Deadlines won’t actually kill you. Not unless you were a Union soldier stuck in Camp Sumter. In that case, the original meaning of the word prevails. You step across the line and you get shot. Plain and simple.
Little did I know that the true meaning for “deadline” had such gruesome origins. Of the 45,000 Union prisoners held in Camp Sumter, almost a third never made it out. Confederate commander Henry Wirz bears the brunt of the blame. He erected a line (sometimes with no physical marker) along the inside of the yard. Any prisoner who crossed the line (or touched, maybe even thought about it) was shot.
Fortunately the meaning has mellowed through the years and now it refers to a task that must be completed by a certain time.
I’m not interested in actual deadlines. Those stress-filled nails that pin your soul to some arbitrary time. Those can’t be fully avoided. As a teacher, I do put down deadlines, but I understand my workforce (a group of sometimes not intrinsically motivated eleven-year-olds). If I want the project done by Friday, I set the deadline to Thursday (or even Wednesday). Because I know things can trickle in.
Yet as an artist, I love self-imposed deadlines. It’s the only way to get work done. That slight bit of worry will push me through to actual completion.
For example, I count the days until vacation comes. Report cards are sent out and I can finally get to do all the things I want to. Yet, what often happens is that I lounge about. The idea of tomorrow always repeating in my mind. So inevitably I end up back at work with little artistically to show for the time off.
So I set imaginary deadlines for myself. And I tell people about them, thus cementing them into the fabric of the universe. I will say that such and such a story must be completed by this date. Or that I need to finish these comic panels by the weekend. I never really know what the “or else” will be. Much like the deadlines I set for my students, there’s plenty of grace period. Loads, in fact, if the date I picked was entirely arbitrary.
Yet it serves its purpose. I get things done.
In the end, no one is going to kill you for missing a deadline. You create the tension and desire all by yourself. And if you can trick you mind in to getting off the sofa, then the winner in all this is you.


## Work instruction
Set down the data that follows again, exactly as written.

## Given entries
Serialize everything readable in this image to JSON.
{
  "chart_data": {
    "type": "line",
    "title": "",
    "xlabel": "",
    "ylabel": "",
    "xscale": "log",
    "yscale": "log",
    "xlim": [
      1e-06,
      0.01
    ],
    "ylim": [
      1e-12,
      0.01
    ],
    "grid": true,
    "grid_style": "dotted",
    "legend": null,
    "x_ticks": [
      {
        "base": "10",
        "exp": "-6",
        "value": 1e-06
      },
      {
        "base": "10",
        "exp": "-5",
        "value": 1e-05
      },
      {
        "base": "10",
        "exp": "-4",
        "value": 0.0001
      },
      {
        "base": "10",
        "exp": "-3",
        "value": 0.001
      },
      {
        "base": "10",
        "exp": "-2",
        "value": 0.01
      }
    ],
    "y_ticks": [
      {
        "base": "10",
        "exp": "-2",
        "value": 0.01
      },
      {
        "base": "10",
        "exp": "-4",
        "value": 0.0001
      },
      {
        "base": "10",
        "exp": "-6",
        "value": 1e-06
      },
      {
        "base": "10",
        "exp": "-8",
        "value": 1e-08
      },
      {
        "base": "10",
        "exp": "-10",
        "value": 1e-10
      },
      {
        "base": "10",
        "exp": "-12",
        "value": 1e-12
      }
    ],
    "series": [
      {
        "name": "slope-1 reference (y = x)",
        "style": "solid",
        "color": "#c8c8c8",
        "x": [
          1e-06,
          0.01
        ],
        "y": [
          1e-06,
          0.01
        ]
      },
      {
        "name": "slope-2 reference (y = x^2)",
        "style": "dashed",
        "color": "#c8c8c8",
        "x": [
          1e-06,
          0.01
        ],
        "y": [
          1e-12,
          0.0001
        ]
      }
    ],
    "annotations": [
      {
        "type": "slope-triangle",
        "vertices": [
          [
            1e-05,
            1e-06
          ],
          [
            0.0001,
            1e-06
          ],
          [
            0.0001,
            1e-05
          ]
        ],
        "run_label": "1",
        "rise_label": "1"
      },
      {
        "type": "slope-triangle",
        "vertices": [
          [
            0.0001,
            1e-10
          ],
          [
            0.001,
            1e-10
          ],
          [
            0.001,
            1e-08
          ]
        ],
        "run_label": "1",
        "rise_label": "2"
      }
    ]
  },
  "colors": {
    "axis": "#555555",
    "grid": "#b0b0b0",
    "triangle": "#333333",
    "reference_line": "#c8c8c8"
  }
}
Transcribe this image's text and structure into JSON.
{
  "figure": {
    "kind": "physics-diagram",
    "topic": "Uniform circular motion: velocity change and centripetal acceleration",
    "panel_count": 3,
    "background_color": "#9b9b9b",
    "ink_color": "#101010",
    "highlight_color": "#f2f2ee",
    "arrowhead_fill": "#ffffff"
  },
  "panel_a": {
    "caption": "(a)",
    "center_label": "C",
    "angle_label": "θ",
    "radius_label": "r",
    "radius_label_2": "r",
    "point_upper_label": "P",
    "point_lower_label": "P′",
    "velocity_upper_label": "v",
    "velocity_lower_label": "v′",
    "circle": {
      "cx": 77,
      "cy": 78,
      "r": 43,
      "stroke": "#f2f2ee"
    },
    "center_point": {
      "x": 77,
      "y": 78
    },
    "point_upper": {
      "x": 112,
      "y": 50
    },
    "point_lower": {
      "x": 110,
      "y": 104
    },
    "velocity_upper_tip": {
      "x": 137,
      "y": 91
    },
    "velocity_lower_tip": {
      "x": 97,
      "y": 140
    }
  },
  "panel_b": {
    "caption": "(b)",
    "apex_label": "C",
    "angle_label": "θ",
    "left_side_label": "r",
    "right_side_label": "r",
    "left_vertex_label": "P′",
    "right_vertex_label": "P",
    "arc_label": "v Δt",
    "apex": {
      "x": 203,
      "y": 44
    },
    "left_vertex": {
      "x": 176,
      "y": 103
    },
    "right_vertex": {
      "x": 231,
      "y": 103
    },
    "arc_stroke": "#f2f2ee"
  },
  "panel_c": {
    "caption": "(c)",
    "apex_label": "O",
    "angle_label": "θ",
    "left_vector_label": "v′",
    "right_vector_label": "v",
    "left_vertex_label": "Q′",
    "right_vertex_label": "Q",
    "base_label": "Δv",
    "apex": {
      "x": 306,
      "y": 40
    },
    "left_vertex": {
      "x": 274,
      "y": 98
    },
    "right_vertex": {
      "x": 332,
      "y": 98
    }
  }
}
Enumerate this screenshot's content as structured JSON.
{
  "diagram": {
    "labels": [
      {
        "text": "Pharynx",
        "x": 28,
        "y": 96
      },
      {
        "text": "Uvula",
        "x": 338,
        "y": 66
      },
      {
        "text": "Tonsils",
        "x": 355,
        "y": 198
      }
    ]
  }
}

## Solved problem
Serialize everything readable in this image to JSON.
{
  "chart_data": {
    "type": "line",
    "title": "",
    "xlabel": "",
    "ylabel": "",
    "xscale": "log",
    "yscale": "log",
    "xlim": [
      1e-06,
      0.01
    ],
    "ylim": [
      1e-12,
      0.01
    ],
    "grid": true,
    "grid_style": "dotted",
    "legend": null,
    "x_ticks": [
      {
        "base": "10",
        "exp": "-6",
        "value": 1e-06
      },
      {
        "base": "10",
        "exp": "-5",
        "value": 1e-05
      },
      {
        "base": "10",
        "exp": "-4",
        "value": 0.0001
      },
      {
        "base": "10",
        "exp": "-3",
        "value": 0.001
      },
      {
        "base": "10",
        "exp": "-2",
        "value": 0.01
      }
    ],
    "y_ticks": [
      {
        "base": "10",
        "exp": "-2",
        "value": 0.01
      },
      {
        "base": "10",
        "exp": "-4",
        "value": 0.0001
      },
      {
        "base": "10",
        "exp": "-6",
        "value": 1e-06
      },
      {
        "base": "10",
        "exp": "-8",
        "value": 1e-08
      },
      {
        "base": "10",
        "exp": "-10",
        "value": 1e-10
      },
      {
        "base": "10",
        "exp": "-12",
        "value": 1e-12
      }
    ],
    "series": [
      {
        "name": "slope-1 reference (y = x)",
        "style": "solid",
        "color": "#c8c8c8",
        "x": [
          1e-06,
          0.01
        ],
        "y": [
          1e-06,
          0.01
        ]
      },
      {
        "name": "slope-2 reference (y = x^2)",
        "style": "dashed",
        "color": "#c8c8c8",
        "x": [
          1e-06,
          0.01
        ],
        "y": [
          1e-12,
          0.0001
        ]
      }
    ],
    "annotations": [
      {
        "type": "slope-triangle",
        "vertices": [
          [
            1e-05,
            1e-06
          ],
          [
            0.0001,
            1e-06
          ],
          [
            0.0001,
            1e-05
          ]
        ],
        "run_label": "1",
        "rise_label": "1"
      },
      {
        "type": "slope-triangle",
        "vertices": [
          [
            0.0001,
            1e-10
          ],
          [
            0.001,
            1e-10
          ],
          [
            0.001,
            1e-08
          ]
        ],
        "run_label": "1",
        "rise_label": "2"
      }
    ]
  },
  "colors": {
    "axis": "#555555",
    "grid": "#b0b0b0",
    "triangle": "#333333",
    "reference_line": "#c8c8c8"
  }
}
Transcribe this image's text and structure into JSON.
{
  "figure": {
    "kind": "physics-diagram",
    "topic": "Uniform circular motion: velocity change and centripetal acceleration",
    "panel_count": 3,
    "background_color": "#9b9b9b",
    "ink_color": "#101010",
    "highlight_color": "#f2f2ee",
    "arrowhead_fill": "#ffffff"
  },
  "panel_a": {
    "caption": "(a)",
    "center_label": "C",
    "angle_label": "θ",
    "radius_label": "r",
    "radius_label_2": "r",
    "point_upper_label": "P",
    "point_lower_label": "P′",
    "velocity_upper_label": "v",
    "velocity_lower_label": "v′",
    "circle": {
      "cx": 77,
      "cy": 78,
      "r": 43,
      "stroke": "#f2f2ee"
    },
    "center_point": {
      "x": 77,
      "y": 78
    },
    "point_upper": {
      "x": 112,
      "y": 50
    },
    "point_lower": {
      "x": 110,
      "y": 104
    },
    "velocity_upper_tip": {
      "x": 137,
      "y": 91
    },
    "velocity_lower_tip": {
      "x": 97,
      "y": 140
    }
  },
  "panel_b": {
    "caption": "(b)",
    "apex_label": "C",
    "angle_label": "θ",
    "left_side_label": "r",
    "right_side_label": "r",
    "left_vertex_label": "P′",
    "right_vertex_label": "P",
    "arc_label": "v Δt",
    "apex": {
      "x": 203,
      "y": 44
    },
    "left_vertex": {
      "x": 176,
      "y": 103
    },
    "right_vertex": {
      "x": 231,
      "y": 103
    },
    "arc_stroke": "#f2f2ee"
  },
  "panel_c": {
    "caption": "(c)",
    "apex_label": "O",
    "angle_label": "θ",
    "left_vector_label": "v′",
    "right_vector_label": "v",
    "left_vertex_label": "Q′",
    "right_vertex_label": "Q",
    "base_label": "Δv",
    "apex": {
      "x": 306,
      "y": 40
    },
    "left_vertex": {
      "x": 274,
      "y": 98
    },
    "right_vertex": {
      "x": 332,
      "y": 98
    }
  }
}
Enumerate this screenshot's content as structured JSON.
{
  "diagram": {
    "labels": [
      {
        "text": "Pharynx",
        "x": 28,
        "y": 96
      },
      {
        "text": "Uvula",
        "x": 338,
        "y": 66
      },
      {
        "text": "Tonsils",
        "x": 355,
        "y": 198
      }
    ]
  }
}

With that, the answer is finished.